Attention being thus directed to the stranger, one or two of the Kirton politicians present recollected having encountered him in the course of their canvassings, and bore witness to the influence which he wielded among the extreme section of the labouring men. His presence with Medland was considered to increase appreciably the threatening aspect of affairs.

"One criminal in his Cabinet," said Mr. Kilshaw, with scornful reference to Norburn, "and arm-in-arm down the street with another. We're getting on, aren't we, Chief Justice?"

"I have seen too many criminals," answered Sir John, "to think badly of a man merely because he commits an offence against the law." The Chief Justice did not intend to be drawn into any exhibition of partisanship.

The occupants of the Club window continued to watch the Premier until he parted from his companion with a shake of the hand, and, as it seemed, a last emphatic word, and turned to Norburn, who was claiming his attention.

Now the last emphatic word whose unknown purport stirred much curiosity in the Club, carried a pang of disappointment to François Gaspard, for it was "Mind, no sticks," and it swept away François' rapturous imaginings of the thousands of Kirton armed with a forest of sturdy cudgels, wherewith to terrify the bourgeoisie. Still, François had made up his mind to trust Jimmy Medland, in spite of sundry shortcomings of faith and practice, and having sworn by his foi—which, to tell the truth, was an unsubstantial sanction—to obey his leader, he loyally, though regretfully, promised that there should be no sticks; for, "If sticks appear," the Premier had said, "I shall not appear, that's all, Mr. Gaspard."

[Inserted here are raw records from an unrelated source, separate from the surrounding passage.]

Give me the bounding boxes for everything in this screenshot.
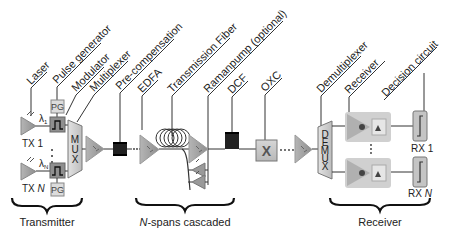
label-oxc: OXC	[258, 68, 283, 140]
span-block: X	[86, 129, 318, 190]
spans-brace	[136, 198, 234, 211]
dcf-spool-icon	[225, 133, 239, 149]
svg-text:PG: PG	[51, 102, 64, 112]
svg-text:λ1: λ1	[39, 113, 48, 125]
section-label-receiver: Receiver	[358, 216, 402, 228]
transmitter-brace	[12, 198, 82, 212]
svg-text:Laser: Laser	[24, 58, 52, 86]
laser-icon	[21, 117, 36, 135]
label-dcf: DCF	[225, 71, 250, 132]
raman-pump-icon	[192, 175, 205, 189]
label-edfa: EDFA	[135, 65, 164, 130]
svg-text:X: X	[262, 143, 272, 159]
label-transmission-fiber: Transmission Fiber	[165, 20, 240, 136]
label-decision-circuit: Decision circuit	[379, 38, 440, 111]
section-label-transmitter: Transmitter	[19, 216, 75, 228]
modulator-icon	[50, 163, 65, 178]
svg-text:TX N: TX N	[22, 183, 46, 194]
optical-system-diagram: Laser Pulse generator Modulator Multiple…	[0, 0, 453, 237]
label-laser: Laser	[24, 58, 52, 116]
svg-text:PG: PG	[51, 185, 64, 195]
raman-pump-icon	[192, 163, 205, 177]
svg-text:X: X	[322, 161, 329, 172]
pre-compensation-fiber-spool-icon	[113, 143, 127, 155]
receiver-block: D E M U X RX 1 RX N	[318, 111, 434, 199]
transmission-fiber-coil-icon	[156, 129, 190, 147]
section-label-spans: N-spans cascaded	[139, 216, 230, 228]
svg-text:Decision circuit: Decision circuit	[379, 38, 440, 99]
svg-text:X: X	[72, 154, 79, 165]
receiver-brace	[330, 198, 430, 211]
booster-amplifier-icon	[86, 136, 104, 162]
modulator-icon	[50, 117, 65, 132]
laser-icon	[21, 163, 36, 180]
svg-text:RX N: RX N	[408, 188, 433, 199]
svg-text:TX 1: TX 1	[22, 138, 44, 149]
svg-text:RX 1: RX 1	[411, 143, 434, 154]
svg-text:λN: λN	[39, 158, 48, 170]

The English illogicality which hung obstinately round even such gifted men as Medland and le jeune Norburn, so oppressed François—who could not see why, if you might hint at cudgels in the background, you should not use them—that, on his way to his next committee, he turned into a tavern to refresh his spirit. The room was fairly full, and he found, the centre of an interested group, an acquaintance of his, Mr. Benham. François imported no personal rancour into his politics; he hated whole classes with a deadly enmity, but he was ready to talk to or drink or gossip with any of the individuals composing them, without prejudice of course to his right, or rather duty, of obliterating them in their corporate capacity at the earliest opportunity, or even removing them one by one, did his insatiable principles demand the sacrifice. He had met Benham several times, since the latter had taken to frequenting music-halls and drinking-shops, and had enjoyed some argument with him, in which the loss of temper had been entirely on Benham's side. François gave his order, sat down, lit his cigarette, and listened to his friend's denunciation of the Government and its works.

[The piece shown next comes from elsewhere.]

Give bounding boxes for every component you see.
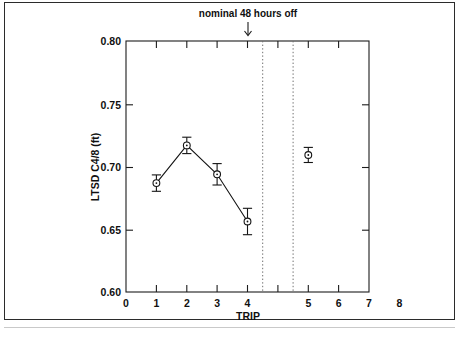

Presently the company, having drunk as much as it wanted or could pay for, or being weary of Benham's philippic, went its various ways, and François was left alone with his opponent. Benham had been consuming more small glasses of cognac than were good for him, and had reached the boastful and confidential stage of intoxication. He ranged up beside François, besought that unbending though polite man to eschew his evil ways, and hinted openly at the folly of those who pinned their faith on the Premier.

"He does not go all my way," responded François, with a smile and a shrug, "but he goes part. Well, we will go that part together."

Benham leant over him and whispered huskily, bringing his fist down on the counter—

"I can crush him, and I will."

"My dear friend!" murmured François. "See! Do not drink any more. It destroys the generally excellent balance of your mind."

"Ah, you may laugh, but I can do it."

François used the permission; he laughed gaily and freely.

"All your party tries," said he, "and it does not do it. And you will do it alone! Ah, par exemple!"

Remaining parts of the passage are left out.